By CONRAD BLACK, Special to the Sun, September 15, 2015
Republicans find themselves at the confluence of
two powerful political streams, a fortuitous occurrence complicated by
the fact that the streams are colliding, as if rolling inexorably toward
each other from two mighty sources diametrically opposite. The
Republicans have a lock on that vast mass of sensible Americans
disgusted with the incompetence, trumpery, cowardice, corruption, and
chicanery of the last 20 years: the Clinton scandals; the George W. Bush
malapropisms and fixation on democracy even where (Gaza, Lebanon,
Egypt) the democratic preference was the suppression of democracy; the
huge current-account deficits (about $10 trillion in that time);
trillions of dollars and scores of thousands of casualties and almost
the whole conventional military capability of the United States mired in
Middle Eastern wars for no gain except the removal of Iraq from Kuwait;
the housing bubble; the worst economic crisis in three whole
generations; official evasion on every major issue from abortion to
immigration to chronic wealth inequality; sleazy, rapacious politicians;
crumbling public education; insane and rabidly partisan health-care
reform; and a justice system that fattens the lawyers, terrorizes the
nation, and fails to prosecute big-business crooks.
For many months Senator Rubio could not utter two paragraphs in a public place without declaiming that the United States is “the greatest country in human history.” Of course, in some ways it is, but in many ways, Donald Trump is also correct that “We can’t do anything right. . . . We’re being swindled by everybody. . . . We’re a laughingstock. . . . Our foreign policy is a disaster run by dummies.” The greatest nation in history has become, to borrow a phrase from the great Peggy Noonan, in another context, also a “bumsquat Egypt” type of country, and Americans are right to be mad as hell about it. Mr. Rubio cannot really dispute the accuracy of most of what Mr. Trump says, and the old chestnut that “America’s greatest days are ahead of it” is little heard in this campaign and would not resonate well even with what is left of Norman Rockwell-style Americans, wherever, in the bowels of the country, they may now reside.
The Economist, in its uncomprehending British sobriety, knowledgeable but laboriously serious, objects to Mr. Trump’s sexual references — not just his (outrageous) imputation of menstrual discomfort to the irresistible Megyn Kelly, but also his references to Democrats as “impotent” — as well as such an unceremonious debunking of the foreign-policy establishment as the description of them as “dummies.” But the Obama administration is impotent, and Secretary of State Kerry is a “dummy”; that is exactly what he is — that is le mot juste. Donald Trump has the charm of an Archie Bunker, straight-talk style and wit, with the credibility of an educated and successful businessman and promoter and showman.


### TASK BRIEF
Repeat the data that follows, keeping every character intact.

━━━ DATA SUPPLIED ━━━

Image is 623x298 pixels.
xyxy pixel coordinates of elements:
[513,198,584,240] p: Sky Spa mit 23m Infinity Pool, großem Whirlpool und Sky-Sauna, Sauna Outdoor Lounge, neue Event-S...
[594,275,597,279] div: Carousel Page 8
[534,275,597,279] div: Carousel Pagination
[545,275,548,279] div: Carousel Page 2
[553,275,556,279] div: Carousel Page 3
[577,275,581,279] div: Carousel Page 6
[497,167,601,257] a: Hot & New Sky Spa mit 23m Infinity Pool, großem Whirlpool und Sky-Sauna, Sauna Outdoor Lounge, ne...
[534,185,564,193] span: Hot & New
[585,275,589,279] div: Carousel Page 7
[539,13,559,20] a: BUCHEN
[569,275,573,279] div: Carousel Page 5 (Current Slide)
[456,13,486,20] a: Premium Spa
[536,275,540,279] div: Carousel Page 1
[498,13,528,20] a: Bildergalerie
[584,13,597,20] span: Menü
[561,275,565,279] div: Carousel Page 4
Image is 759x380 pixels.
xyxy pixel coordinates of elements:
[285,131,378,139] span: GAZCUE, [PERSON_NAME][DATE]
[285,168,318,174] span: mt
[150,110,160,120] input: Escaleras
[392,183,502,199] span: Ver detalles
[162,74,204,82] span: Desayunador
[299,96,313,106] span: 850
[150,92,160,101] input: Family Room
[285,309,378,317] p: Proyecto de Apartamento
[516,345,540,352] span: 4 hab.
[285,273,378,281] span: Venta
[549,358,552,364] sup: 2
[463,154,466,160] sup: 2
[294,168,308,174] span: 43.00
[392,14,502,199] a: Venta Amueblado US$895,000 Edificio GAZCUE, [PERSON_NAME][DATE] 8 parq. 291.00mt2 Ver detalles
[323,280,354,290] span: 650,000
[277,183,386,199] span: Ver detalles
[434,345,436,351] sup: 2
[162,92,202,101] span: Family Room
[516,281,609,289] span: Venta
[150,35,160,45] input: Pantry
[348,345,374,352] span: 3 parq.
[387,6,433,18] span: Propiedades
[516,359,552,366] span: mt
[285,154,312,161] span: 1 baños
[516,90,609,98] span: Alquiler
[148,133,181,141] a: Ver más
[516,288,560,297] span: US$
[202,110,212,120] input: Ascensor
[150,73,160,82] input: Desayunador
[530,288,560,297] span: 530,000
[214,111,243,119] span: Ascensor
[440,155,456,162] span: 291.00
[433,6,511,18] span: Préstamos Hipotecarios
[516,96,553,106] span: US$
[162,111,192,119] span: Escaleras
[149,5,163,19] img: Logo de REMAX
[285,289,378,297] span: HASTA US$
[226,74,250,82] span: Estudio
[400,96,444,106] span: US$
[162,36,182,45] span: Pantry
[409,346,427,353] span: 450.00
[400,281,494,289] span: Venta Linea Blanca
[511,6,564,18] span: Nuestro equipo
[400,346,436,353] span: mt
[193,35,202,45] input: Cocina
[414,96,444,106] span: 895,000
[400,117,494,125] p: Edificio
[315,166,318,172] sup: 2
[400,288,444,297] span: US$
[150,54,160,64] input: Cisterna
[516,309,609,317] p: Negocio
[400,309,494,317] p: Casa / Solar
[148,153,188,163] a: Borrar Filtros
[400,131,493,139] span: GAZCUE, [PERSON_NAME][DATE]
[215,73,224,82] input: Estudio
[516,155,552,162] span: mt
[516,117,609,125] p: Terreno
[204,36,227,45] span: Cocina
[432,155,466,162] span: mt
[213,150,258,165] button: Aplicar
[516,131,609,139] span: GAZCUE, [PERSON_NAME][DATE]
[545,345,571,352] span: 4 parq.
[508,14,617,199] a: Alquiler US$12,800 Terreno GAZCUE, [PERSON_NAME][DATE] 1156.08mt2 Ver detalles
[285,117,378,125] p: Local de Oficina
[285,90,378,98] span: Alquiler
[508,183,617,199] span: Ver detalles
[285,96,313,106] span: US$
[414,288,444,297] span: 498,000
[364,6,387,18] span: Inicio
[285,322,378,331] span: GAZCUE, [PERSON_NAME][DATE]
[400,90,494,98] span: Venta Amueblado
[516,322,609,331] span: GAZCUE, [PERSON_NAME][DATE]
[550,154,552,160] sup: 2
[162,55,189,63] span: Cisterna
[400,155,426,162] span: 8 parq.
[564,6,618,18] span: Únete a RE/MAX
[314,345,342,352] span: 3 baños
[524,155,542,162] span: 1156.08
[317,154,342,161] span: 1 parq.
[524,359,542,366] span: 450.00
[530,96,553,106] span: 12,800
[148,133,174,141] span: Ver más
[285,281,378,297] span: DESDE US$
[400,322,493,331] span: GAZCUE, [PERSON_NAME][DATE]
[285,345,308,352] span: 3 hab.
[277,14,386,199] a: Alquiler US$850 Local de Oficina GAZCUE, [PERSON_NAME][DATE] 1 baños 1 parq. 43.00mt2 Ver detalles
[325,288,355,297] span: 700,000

━━━

### OUTPUT OF THE TASK
Image is 623x298 pixels.
xyxy pixel coordinates of elements:
[513,198,584,240] p: Sky Spa mit 23m Infinity Pool, großem Whirlpool und Sky-Sauna, Sauna Outdoor Lounge, neue Event-S...
[594,275,597,279] div: Carousel Page 8
[534,275,597,279] div: Carousel Pagination
[545,275,548,279] div: Carousel Page 2
[553,275,556,279] div: Carousel Page 3
[577,275,581,279] div: Carousel Page 6
[497,167,601,257] a: Hot & New Sky Spa mit 23m Infinity Pool, großem Whirlpool und Sky-Sauna, Sauna Outdoor Lounge, ne...
[534,185,564,193] span: Hot & New
[585,275,589,279] div: Carousel Page 7
[539,13,559,20] a: BUCHEN
[569,275,573,279] div: Carousel Page 5 (Current Slide)
[456,13,486,20] a: Premium Spa
[536,275,540,279] div: Carousel Page 1
[498,13,528,20] a: Bildergalerie
[584,13,597,20] span: Menü
[561,275,565,279] div: Carousel Page 4
Image is 759x380 pixels.
xyxy pixel coordinates of elements:
[285,131,378,139] span: GAZCUE, [PERSON_NAME][DATE]
[285,168,318,174] span: mt
[150,110,160,120] input: Escaleras
[392,183,502,199] span: Ver detalles
[162,74,204,82] span: Desayunador
[299,96,313,106] span: 850
[150,92,160,101] input: Family Room
[285,309,378,317] p: Proyecto de Apartamento
[516,345,540,352] span: 4 hab.
[285,273,378,281] span: Venta
[549,358,552,364] sup: 2
[463,154,466,160] sup: 2
[294,168,308,174] span: 43.00
[392,14,502,199] a: Venta Amueblado US$895,000 Edificio GAZCUE, [PERSON_NAME][DATE] 8 parq. 291.00mt2 Ver detalles
[323,280,354,290] span: 650,000
[277,183,386,199] span: Ver detalles
[434,345,436,351] sup: 2
[162,92,202,101] span: Family Room
[516,281,609,289] span: Venta
[150,35,160,45] input: Pantry
[348,345,374,352] span: 3 parq.
[387,6,433,18] span: Propiedades
[516,359,552,366] span: mt
[285,154,312,161] span: 1 baños
[516,90,609,98] span: Alquiler
[148,133,181,141] a: Ver más
[516,288,560,297] span: US$
[202,110,212,120] input: Ascensor
[150,73,160,82] input: Desayunador
[530,288,560,297] span: 530,000
[214,111,243,119] span: Ascensor
[440,155,456,162] span: 291.00
[433,6,511,18] span: Préstamos Hipotecarios
[516,96,553,106] span: US$
[162,111,192,119] span: Escaleras
[149,5,163,19] img: Logo de REMAX
[285,289,378,297] span: HASTA US$
[226,74,250,82] span: Estudio
[400,96,444,106] span: US$
[162,36,182,45] span: Pantry
[409,346,427,353] span: 450.00
[400,281,494,289] span: Venta Linea Blanca
[511,6,564,18] span: Nuestro equipo
[400,346,436,353] span: mt
[193,35,202,45] input: Cocina
[414,96,444,106] span: 895,000
[400,117,494,125] p: Edificio
[315,166,318,172] sup: 2
[400,288,444,297] span: US$
[150,54,160,64] input: Cisterna
[516,309,609,317] p: Negocio
[400,309,494,317] p: Casa / Solar
[148,153,188,163] a: Borrar Filtros
[400,131,493,139] span: GAZCUE, [PERSON_NAME][DATE]
[215,73,224,82] input: Estudio
[516,155,552,162] span: mt
[516,117,609,125] p: Terreno
[204,36,227,45] span: Cocina
[432,155,466,162] span: mt
[213,150,258,165] button: Aplicar
[516,131,609,139] span: GAZCUE, [PERSON_NAME][DATE]
[545,345,571,352] span: 4 parq.
[508,14,617,199] a: Alquiler US$12,800 Terreno GAZCUE, [PERSON_NAME][DATE] 1156.08mt2 Ver detalles
[285,117,378,125] p: Local de Oficina
[285,90,378,98] span: Alquiler
[508,183,617,199] span: Ver detalles
[285,96,313,106] span: US$
[414,288,444,297] span: 498,000
[364,6,387,18] span: Inicio
[285,322,378,331] span: GAZCUE, [PERSON_NAME][DATE]
[400,90,494,98] span: Venta Amueblado
[516,322,609,331] span: GAZCUE, [PERSON_NAME][DATE]
[550,154,552,160] sup: 2
[162,55,189,63] span: Cisterna
[400,155,426,162] span: 8 parq.
[564,6,618,18] span: Únete a RE/MAX
[314,345,342,352] span: 3 baños
[524,155,542,162] span: 1156.08
[317,154,342,161] span: 1 parq.
[524,359,542,366] span: 450.00
[530,96,553,106] span: 12,800
[148,133,174,141] span: Ver más
[285,281,378,297] span: DESDE US$
[400,322,493,331] span: GAZCUE, [PERSON_NAME][DATE]
[285,345,308,352] span: 3 hab.
[277,14,386,199] a: Alquiler US$850 Local de Oficina GAZCUE, [PERSON_NAME][DATE] 1 baños 1 parq. 43.00mt2 Ver detalles
[325,288,355,297] span: 700,000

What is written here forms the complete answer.